A graceful, pensive farewell by a master storyteller.

A parting novel, short and brooding, by the late Nobel Prize–winning author.

The Peruvian writer and sometime politician Vargas Llosa (1936-2025) intended to end his writing career with a study of Jean-Paul Sartre, “who was my master when I was a young man.” This novel, however, was his last work, and it owes something to the bleaker existential literature, with perhaps a nod to Elias Canetti’s Auto-da-Fé as a study of a man driven bonkers by books and ideas. The man in question is Toño Azpilcueta, “a scholar of creole music” who had given most of his life to collecting records and and being badly paid for writing essays and reviews while hoping to be named to a university chair in Peruvian studies.
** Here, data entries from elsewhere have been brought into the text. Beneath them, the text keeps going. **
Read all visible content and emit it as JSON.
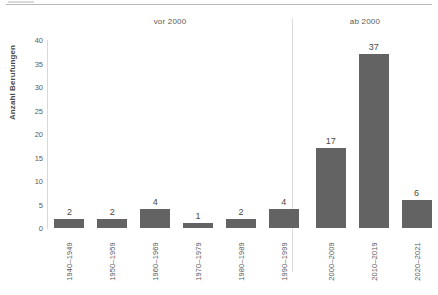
{
  "chart_data": {
    "type": "bar",
    "title": "",
    "xlabel": "",
    "ylabel": "Anzahl Berufungen",
    "categories": [
      "1940–1949",
      "1950–1959",
      "1960–1969",
      "1970–1979",
      "1980–1989",
      "1990–1999",
      "2000–2009",
      "2010–2019",
      "2020–2021"
    ],
    "values": [
      2,
      2,
      4,
      1,
      2,
      4,
      17,
      37,
      6
    ],
    "data_labels": [
      "2",
      "2",
      "4",
      "1",
      "2",
      "4",
      "17",
      "37",
      "6"
    ],
    "ylim": [
      0,
      40
    ],
    "y_ticks": [
      0,
      5,
      10,
      15,
      20,
      25,
      30,
      35,
      40
    ],
    "y_tick_labels": [
      "0",
      "5",
      "10",
      "15",
      "20",
      "25",
      "30",
      "35",
      "40"
    ],
    "grid": false,
    "legend": "none",
    "bar_color": "#636363",
    "groups": [
      {
        "label": "vor 2000",
        "categories": [
          "1940–1949",
          "1950–1959",
          "1960–1969",
          "1970–1979",
          "1980–1989",
          "1990–1999"
        ]
      },
      {
        "label": "ab 2000",
        "categories": [
          "2000–2009",
          "2010–2019",
          "2020–2021"
        ]
      }
    ]
  },
  "axis": {
    "y_title": "Anzahl Berufungen"
  },
  "groups": {
    "left_label": "vor 2000",
    "right_label": "ab 2000"
  }
}
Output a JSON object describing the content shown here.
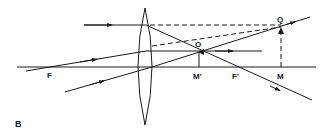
{
  "figure": {
    "panel_label": "B",
    "colors": {
      "ink": "#1a1a1a",
      "background": "#ffffff"
    },
    "labels": {
      "focal_point_left": "F",
      "focal_point_right": "F'",
      "object_base": "M'",
      "object_tip": "O",
      "image_base": "M",
      "image_tip": "Q"
    },
    "elements": {
      "lens": "biconvex-lens",
      "optical_axis": "principal-axis",
      "object_arrow": "object O M'",
      "image_arrow": "virtual image Q M (dashed)",
      "rays": [
        "ray parallel to axis refracted through F'",
        "ray through F refracted parallel to axis",
        "ray through optical centre undeviated"
      ]
    }
  }
}
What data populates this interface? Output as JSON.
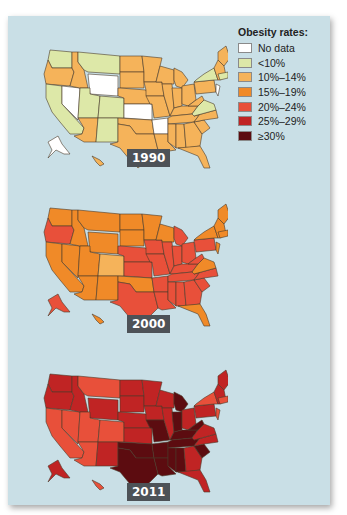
{
  "chart_data": {
    "type": "choropleth-map",
    "legend": {
      "title": "Obesity rates:",
      "position": "top-right",
      "entries": [
        {
          "label": "No data",
          "color": "#ffffff"
        },
        {
          "label": "<10%",
          "color": "#dde8a8"
        },
        {
          "label": "10%–14%",
          "color": "#f5b35a"
        },
        {
          "label": "15%–19%",
          "color": "#f08a28"
        },
        {
          "label": "20%–24%",
          "color": "#e8503a"
        },
        {
          "label": "25%–29%",
          "color": "#c02424"
        },
        {
          "label": "≥30%",
          "color": "#5c0c10"
        }
      ]
    },
    "maps": [
      {
        "year": "1990",
        "regions": {
          "WA": "<10%",
          "OR": "10%–14%",
          "CA": "<10%",
          "NV": "No data",
          "ID": "10%–14%",
          "MT": "<10%",
          "WY": "No data",
          "UT": "<10%",
          "CO": "<10%",
          "AZ": "10%–14%",
          "NM": "<10%",
          "ND": "10%–14%",
          "SD": "10%–14%",
          "NE": "10%–14%",
          "KS": "No data",
          "OK": "10%–14%",
          "TX": "10%–14%",
          "MN": "10%–14%",
          "IA": "10%–14%",
          "MO": "10%–14%",
          "AR": "No data",
          "LA": "10%–14%",
          "WI": "10%–14%",
          "IL": "10%–14%",
          "MI": "10%–14%",
          "IN": "10%–14%",
          "OH": "10%–14%",
          "KY": "10%–14%",
          "TN": "10%–14%",
          "MS": "10%–14%",
          "AL": "10%–14%",
          "GA": "10%–14%",
          "FL": "10%–14%",
          "SC": "10%–14%",
          "NC": "10%–14%",
          "VA": "<10%",
          "WV": "10%–14%",
          "PA": "10%–14%",
          "NY": "<10%",
          "NJ": "No data",
          "New England": "10%–14%",
          "ME": "10%–14%",
          "MA": "<10%",
          "AK": "No data",
          "HI": "10%–14%"
        }
      },
      {
        "year": "2000",
        "regions": {
          "WA": "15%–19%",
          "OR": "20%–24%",
          "CA": "15%–19%",
          "NV": "15%–19%",
          "ID": "15%–19%",
          "MT": "15%–19%",
          "WY": "15%–19%",
          "UT": "15%–19%",
          "CO": "10%–14%",
          "AZ": "15%–19%",
          "NM": "15%–19%",
          "ND": "15%–19%",
          "SD": "15%–19%",
          "NE": "20%–24%",
          "KS": "20%–24%",
          "OK": "15%–19%",
          "TX": "20%–24%",
          "MN": "15%–19%",
          "IA": "20%–24%",
          "MO": "20%–24%",
          "AR": "20%–24%",
          "LA": "20%–24%",
          "WI": "15%–19%",
          "IL": "20%–24%",
          "MI": "20%–24%",
          "IN": "20%–24%",
          "OH": "20%–24%",
          "KY": "20%–24%",
          "TN": "20%–24%",
          "MS": "20%–24%",
          "AL": "20%–24%",
          "GA": "20%–24%",
          "FL": "15%–19%",
          "SC": "20%–24%",
          "NC": "20%–24%",
          "VA": "15%–19%",
          "WV": "20%–24%",
          "PA": "20%–24%",
          "NY": "15%–19%",
          "NJ": "15%–19%",
          "New England": "15%–19%",
          "ME": "15%–19%",
          "MA": "15%–19%",
          "AK": "20%–24%",
          "HI": "15%–19%"
        }
      },
      {
        "year": "2011",
        "regions": {
          "WA": "25%–29%",
          "OR": "25%–29%",
          "CA": "20%–24%",
          "NV": "20%–24%",
          "ID": "25%–29%",
          "MT": "20%–24%",
          "WY": "25%–29%",
          "UT": "20%–24%",
          "CO": "20%–24%",
          "AZ": "20%–24%",
          "NM": "25%–29%",
          "ND": "25%–29%",
          "SD": "25%–29%",
          "NE": "25%–29%",
          "KS": "25%–29%",
          "OK": "≥30%",
          "TX": "≥30%",
          "MN": "25%–29%",
          "IA": "25%–29%",
          "MO": "≥30%",
          "AR": "≥30%",
          "LA": "≥30%",
          "WI": "25%–29%",
          "IL": "25%–29%",
          "MI": "≥30%",
          "IN": "≥30%",
          "OH": "25%–29%",
          "KY": "≥30%",
          "TN": "≥30%",
          "MS": "≥30%",
          "AL": "≥30%",
          "GA": "25%–29%",
          "FL": "25%–29%",
          "SC": "≥30%",
          "NC": "25%–29%",
          "VA": "25%–29%",
          "WV": "≥30%",
          "PA": "25%–29%",
          "NY": "20%–24%",
          "NJ": "20%–24%",
          "New England": "25%–29%",
          "ME": "25%–29%",
          "MA": "20%–24%",
          "AK": "25%–29%",
          "HI": "20%–24%"
        }
      }
    ]
  },
  "legend": {
    "title": "Obesity rates:",
    "items": [
      {
        "label": "No data",
        "color": "#ffffff"
      },
      {
        "label": "<10%",
        "color": "#dde8a8"
      },
      {
        "label": "10%–14%",
        "color": "#f5b35a"
      },
      {
        "label": "15%–19%",
        "color": "#f08a28"
      },
      {
        "label": "20%–24%",
        "color": "#e8503a"
      },
      {
        "label": "25%–29%",
        "color": "#c02424"
      },
      {
        "label": "≥30%",
        "color": "#5c0c10"
      }
    ]
  },
  "maps": [
    {
      "year": "1990"
    },
    {
      "year": "2000"
    },
    {
      "year": "2011"
    }
  ]
}
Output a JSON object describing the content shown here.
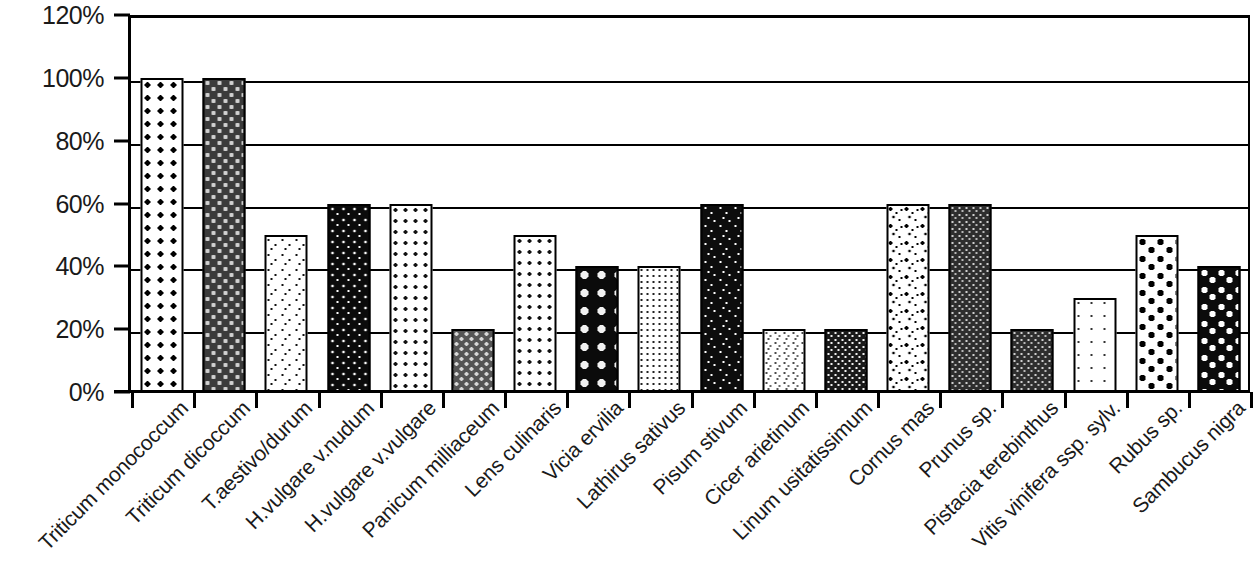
{
  "chart_data": {
    "type": "bar",
    "title": "",
    "xlabel": "",
    "ylabel": "",
    "ylim": [
      0,
      120
    ],
    "grid": true,
    "legend": "none",
    "y_ticks": [
      "0%",
      "20%",
      "40%",
      "60%",
      "80%",
      "100%",
      "120%"
    ],
    "y_tick_values": [
      0,
      20,
      40,
      60,
      80,
      100,
      120
    ],
    "categories": [
      "Triticum monococcum",
      "Triticum dicoccum",
      "T.aestivo/durum",
      "H.vulgare v.nudum",
      "H.vulgare v.vulgare",
      "Panicum milliaceum",
      "Lens culinaris",
      "Vicia ervilia",
      "Lathirus sativus",
      "Pisum stivum",
      "Cicer arietinum",
      "Linum usitatissimum",
      "Cornus mas",
      "Prunus sp.",
      "Pistacia terebinthus",
      "Vitis vinifera ssp. sylv.",
      "Rubus sp.",
      "Sambucus nigra"
    ],
    "values": [
      100,
      100,
      50,
      60,
      60,
      20,
      50,
      40,
      40,
      60,
      20,
      20,
      60,
      60,
      20,
      30,
      50,
      40
    ],
    "value_labels": [
      "100%",
      "100%",
      "50%",
      "60%",
      "60%",
      "20%",
      "50%",
      "40%",
      "40%",
      "60%",
      "20%",
      "20%",
      "60%",
      "60%",
      "20%",
      "30%",
      "50%",
      "40%"
    ],
    "bar_patterns": [
      "p-open-circles-lg",
      "p-dark-rings",
      "p-fine-speckle",
      "p-black-white-dots",
      "p-open-circles-sm",
      "p-gray-rings",
      "p-open-circles-sm",
      "p-black-rings",
      "p-dot-grid",
      "p-black-speckle",
      "p-light-stipple",
      "p-dark-dotgrid",
      "p-black-pepper",
      "p-dark-checker",
      "p-dark-checker",
      "p-sparse-dots",
      "p-big-black-dots",
      "p-big-white-dots"
    ],
    "colors": {
      "axis": "#000000",
      "gridline": "#000000",
      "background": "#ffffff",
      "text": "#1a1a1a"
    }
  }
}
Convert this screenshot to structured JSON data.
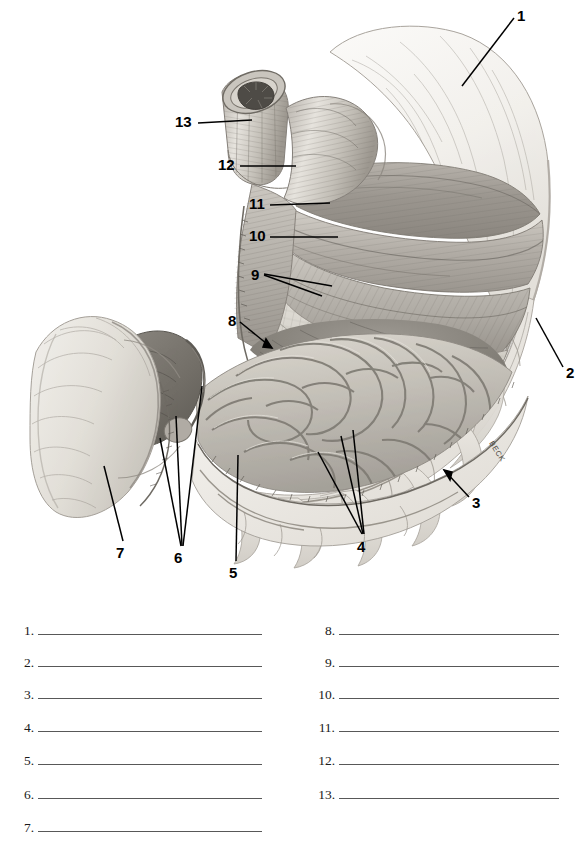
{
  "figure": {
    "artist_signature": "BECK",
    "callouts": [
      {
        "id": "1",
        "label": "1",
        "x": 517,
        "y": 8,
        "leader": "line"
      },
      {
        "id": "2",
        "label": "2",
        "x": 566,
        "y": 365,
        "leader": "line"
      },
      {
        "id": "3",
        "label": "3",
        "x": 472,
        "y": 495,
        "leader": "arrow"
      },
      {
        "id": "4",
        "label": "4",
        "x": 357,
        "y": 539,
        "leader": "triple-line"
      },
      {
        "id": "5",
        "label": "5",
        "x": 229,
        "y": 565,
        "leader": "line"
      },
      {
        "id": "6",
        "label": "6",
        "x": 174,
        "y": 550,
        "leader": "triple-line"
      },
      {
        "id": "7",
        "label": "7",
        "x": 116,
        "y": 545,
        "leader": "line"
      },
      {
        "id": "8",
        "label": "8",
        "x": 228,
        "y": 313,
        "leader": "arrow"
      },
      {
        "id": "9",
        "label": "9",
        "x": 251,
        "y": 267,
        "leader": "double-line"
      },
      {
        "id": "10",
        "label": "10",
        "x": 249,
        "y": 228,
        "leader": "line"
      },
      {
        "id": "11",
        "label": "11",
        "x": 249,
        "y": 196,
        "leader": "line"
      },
      {
        "id": "12",
        "label": "12",
        "x": 218,
        "y": 157,
        "leader": "line"
      },
      {
        "id": "13",
        "label": "13",
        "x": 175,
        "y": 114,
        "leader": "line"
      }
    ]
  },
  "answers": {
    "left_column": [
      {
        "number": "1.",
        "value": ""
      },
      {
        "number": "2.",
        "value": ""
      },
      {
        "number": "3.",
        "value": ""
      },
      {
        "number": "4.",
        "value": ""
      },
      {
        "number": "5.",
        "value": ""
      },
      {
        "number": "6.",
        "value": ""
      },
      {
        "number": "7.",
        "value": ""
      }
    ],
    "right_column": [
      {
        "number": "8.",
        "value": ""
      },
      {
        "number": "9.",
        "value": ""
      },
      {
        "number": "10.",
        "value": ""
      },
      {
        "number": "11.",
        "value": ""
      },
      {
        "number": "12.",
        "value": ""
      },
      {
        "number": "13.",
        "value": ""
      }
    ]
  },
  "colors": {
    "page_background": "#ffffff",
    "ink": "#000000",
    "rule_line": "#585858",
    "serosa_light": "#f0eeea",
    "muscle_mid": "#b9b5ae",
    "muscle_dark": "#8e8a83",
    "mucosa_shadow": "#6f6c66",
    "rugae_light": "#cfcbc4"
  }
}
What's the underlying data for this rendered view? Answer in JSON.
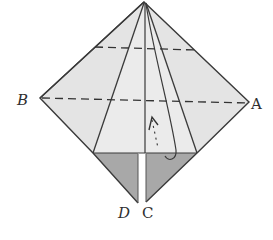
{
  "diagram": {
    "type": "origami-fold-step",
    "labels": {
      "a": "A",
      "b": "B",
      "c": "C",
      "d": "D"
    },
    "colors": {
      "paper_light": "#e6e6e6",
      "paper_mid": "#d9d9d9",
      "paper_dark": "#a9a9a9",
      "line": "#3a3a3a",
      "background": "#ffffff"
    },
    "annotations": {
      "fold_arrow": "lift-flap-arrow",
      "dashed_lines": [
        "upper-valley-fold",
        "middle-fold-B-A"
      ]
    }
  }
}
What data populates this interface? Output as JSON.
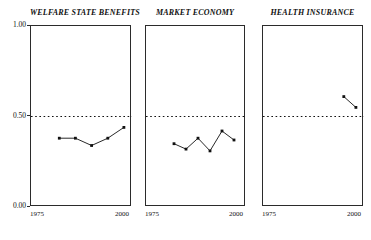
{
  "figure": {
    "width": 371,
    "height": 240,
    "background": "#ffffff",
    "ink_color": "#1a1a1a",
    "reference_line_value": "0.50"
  },
  "axes": {
    "ylim": [
      0,
      1
    ],
    "xlim": [
      1975,
      2000
    ],
    "ytick_labels": [
      "1.00",
      "0.50",
      "0.00"
    ],
    "ytick_values": [
      1.0,
      0.5,
      0.0
    ],
    "xtick_labels": [
      "1975",
      "2000"
    ],
    "xtick_values": [
      1975,
      2000
    ],
    "y_labels_shown_on": "first-panel-only",
    "grid": false,
    "reference_line": {
      "y": 0.5,
      "style": "dotted"
    }
  },
  "chart_data": [
    {
      "type": "line",
      "title": "WELFARE STATE BENEFITS",
      "xlabel": "",
      "ylabel": "",
      "xlim": [
        1975,
        2000
      ],
      "ylim": [
        0,
        1
      ],
      "x": [
        1982,
        1986,
        1990,
        1994,
        1998
      ],
      "values": [
        0.38,
        0.38,
        0.34,
        0.38,
        0.44
      ],
      "marker": "square",
      "legend": null
    },
    {
      "type": "line",
      "title": "MARKET ECONOMY",
      "xlabel": "",
      "ylabel": "",
      "xlim": [
        1975,
        2000
      ],
      "ylim": [
        0,
        1
      ],
      "x": [
        1982,
        1985,
        1988,
        1991,
        1994,
        1997
      ],
      "values": [
        0.35,
        0.32,
        0.38,
        0.31,
        0.42,
        0.37
      ],
      "marker": "square",
      "legend": null
    },
    {
      "type": "line",
      "title": "HEALTH INSURANCE",
      "xlabel": "",
      "ylabel": "",
      "xlim": [
        1975,
        2000
      ],
      "ylim": [
        0,
        1
      ],
      "x": [
        1995,
        1998
      ],
      "values": [
        0.61,
        0.55
      ],
      "marker": "square",
      "legend": null
    }
  ]
}
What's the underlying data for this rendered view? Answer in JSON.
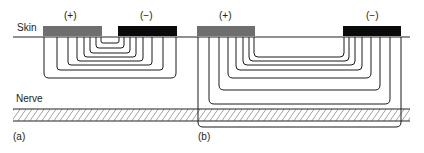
{
  "labels": {
    "skin": "Skin",
    "nerve": "Nerve",
    "panel_a": "(a)",
    "panel_b": "(b)",
    "anode_a": "(+)",
    "cathode_a": "(−)",
    "anode_b": "(+)",
    "cathode_b": "(−)"
  },
  "colors": {
    "anode": "#6e6e6e",
    "cathode": "#0a0a0a",
    "line": "#1a1a1a"
  },
  "panel_a": {
    "description": "Closely spaced electrodes: current field lines stay shallow and do not reach the nerve",
    "field_line_count": 8
  },
  "panel_b": {
    "description": "Widely spaced electrodes: deeper current field lines reach the nerve",
    "field_line_count": 8
  }
}
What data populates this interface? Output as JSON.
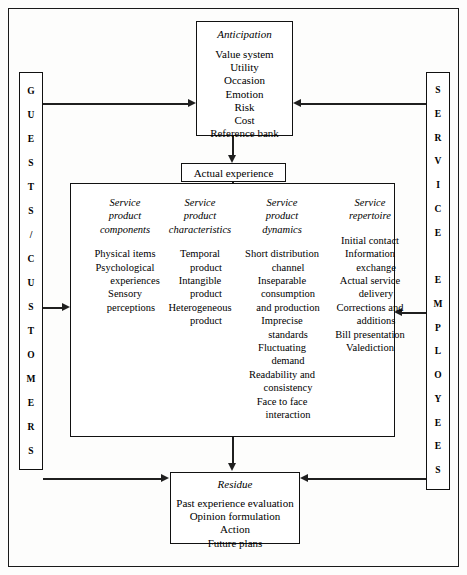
{
  "diagram": {
    "frame": {
      "name": "outer-frame"
    },
    "anticipation": {
      "title": "Anticipation",
      "items": [
        "Value system",
        "Utility",
        "Occasion",
        "Emotion",
        "Risk",
        "Cost",
        "Reference bank"
      ]
    },
    "actual_experience": {
      "label": "Actual experience"
    },
    "service_box": {
      "columns": [
        {
          "heading": [
            "Service",
            "product",
            "components"
          ],
          "items": [
            {
              "text": "Physical items",
              "indent": 0
            },
            {
              "text": "Psychological",
              "indent": 0
            },
            {
              "text": "experiences",
              "indent": 2
            },
            {
              "text": "Sensory",
              "indent": 0
            },
            {
              "text": "perceptions",
              "indent": 1
            }
          ]
        },
        {
          "heading": [
            "Service",
            "product",
            "characteristics"
          ],
          "items": [
            {
              "text": "Temporal",
              "indent": 0
            },
            {
              "text": "product",
              "indent": 1
            },
            {
              "text": "Intangible",
              "indent": 0
            },
            {
              "text": "product",
              "indent": 1
            },
            {
              "text": "Heterogeneous",
              "indent": 0
            },
            {
              "text": "product",
              "indent": 1
            }
          ]
        },
        {
          "heading": [
            "Service",
            "product",
            "dynamics"
          ],
          "items": [
            {
              "text": "Short distribution",
              "indent": 0
            },
            {
              "text": "channel",
              "indent": 1
            },
            {
              "text": "Inseparable",
              "indent": 0
            },
            {
              "text": "consumption",
              "indent": 1
            },
            {
              "text": "and production",
              "indent": 1
            },
            {
              "text": "Imprecise",
              "indent": 0
            },
            {
              "text": "standards",
              "indent": 1
            },
            {
              "text": "Fluctuating",
              "indent": 0
            },
            {
              "text": "demand",
              "indent": 1
            },
            {
              "text": "Readability and",
              "indent": 0
            },
            {
              "text": "consistency",
              "indent": 1
            },
            {
              "text": "Face to face",
              "indent": 0
            },
            {
              "text": "interaction",
              "indent": 1
            }
          ]
        },
        {
          "heading": [
            "Service",
            "repertoire"
          ],
          "items": [
            {
              "text": "Initial contact",
              "indent": 0
            },
            {
              "text": "Information",
              "indent": 0
            },
            {
              "text": "exchange",
              "indent": 1
            },
            {
              "text": "Actual service",
              "indent": 0
            },
            {
              "text": "delivery",
              "indent": 1
            },
            {
              "text": "Corrections and",
              "indent": 0
            },
            {
              "text": "additions",
              "indent": 1
            },
            {
              "text": "Bill presentation",
              "indent": 0
            },
            {
              "text": "Valediction",
              "indent": 0
            }
          ]
        }
      ]
    },
    "residue": {
      "title": "Residue",
      "items": [
        "Past experience evaluation",
        "Opinion formulation",
        "Action",
        "Future plans"
      ]
    },
    "left_bar": {
      "label": "GUESTS/CUSTOMERS",
      "letters": [
        "G",
        "U",
        "E",
        "S",
        "T",
        "S",
        "/",
        "C",
        "U",
        "S",
        "T",
        "O",
        "M",
        "E",
        "R",
        "S"
      ]
    },
    "right_bar": {
      "label": "SERVICE EMPLOYEES",
      "letters": [
        "S",
        "E",
        "R",
        "V",
        "I",
        "C",
        "E",
        " ",
        "E",
        "M",
        "P",
        "L",
        "O",
        "Y",
        "E",
        "E",
        "S"
      ]
    },
    "colors": {
      "stroke": "#111111",
      "arrow": "#1f1f1f",
      "background": "#ffffff"
    }
  }
}
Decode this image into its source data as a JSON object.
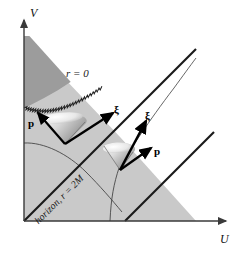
{
  "figure": {
    "type": "kruskal-szekeres-spacetime-diagram",
    "background_color": "#ffffff"
  },
  "axes": {
    "vertical": {
      "label": "V",
      "arrow": "up"
    },
    "horizontal": {
      "label": "U",
      "arrow": "right"
    },
    "axis_color": "#3a3a3a"
  },
  "regions": {
    "singularity_region": {
      "label": "r = 0",
      "fill_color": "#9c9c9c"
    },
    "black_hole_interior": {
      "fill_color": "#c9c9c9"
    },
    "exterior": {
      "fill_color": "#ffffff"
    }
  },
  "curves": {
    "horizon": {
      "label": "horizon, r = 2M",
      "color": "#1a1a1a"
    },
    "singularity_label": "r = 0"
  },
  "vectors": {
    "left_cone": {
      "momentum_label": "p",
      "killing_label": "ξ"
    },
    "right_cone": {
      "momentum_label": "p",
      "killing_label": "ξ"
    }
  },
  "colors": {
    "dark_gray": "#9c9c9c",
    "mid_gray": "#c9c9c9",
    "line_black": "#1a1a1a",
    "thin_line": "#4a4a4a",
    "cone_light": "#f2f2f2",
    "cone_dark": "#8f8f8f"
  }
}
His world changes when the self-styled “proletarian intellectual” attends a concert at the home of a fellow gourmand of music and discovers a brilliant young guitarist whose audience, Toño rhapsodizes, responds with “reverential silence.” (The novel’s title is meaningful.) That the young man is insufferable and soon absents himself does nothing to dissuade Toño from arriving at the eccentric thesis that, in the years following the defeat of the Shining Path, only Peruvian vernacular music could give the nation a sense of unity and direction. He writes a book to that effect, ever dissatisfied with the argument and altering it edition after edition, gaining that university post in the bargain and becoming a well-known figure in a city where he’d previously been nearly anonymous. It doesn’t take long for that world to come crashing down. Along the way, Vargas Llosa takes subtle digs at academia, psychiatry, politics, Peruvian society, the literary world, and the fever dreams that inspire messianic projects that inevitably fail. It’s not the masterpiece that Aunt Julia and the Scriptwriter and The War of the End of the World were, but it has its charms.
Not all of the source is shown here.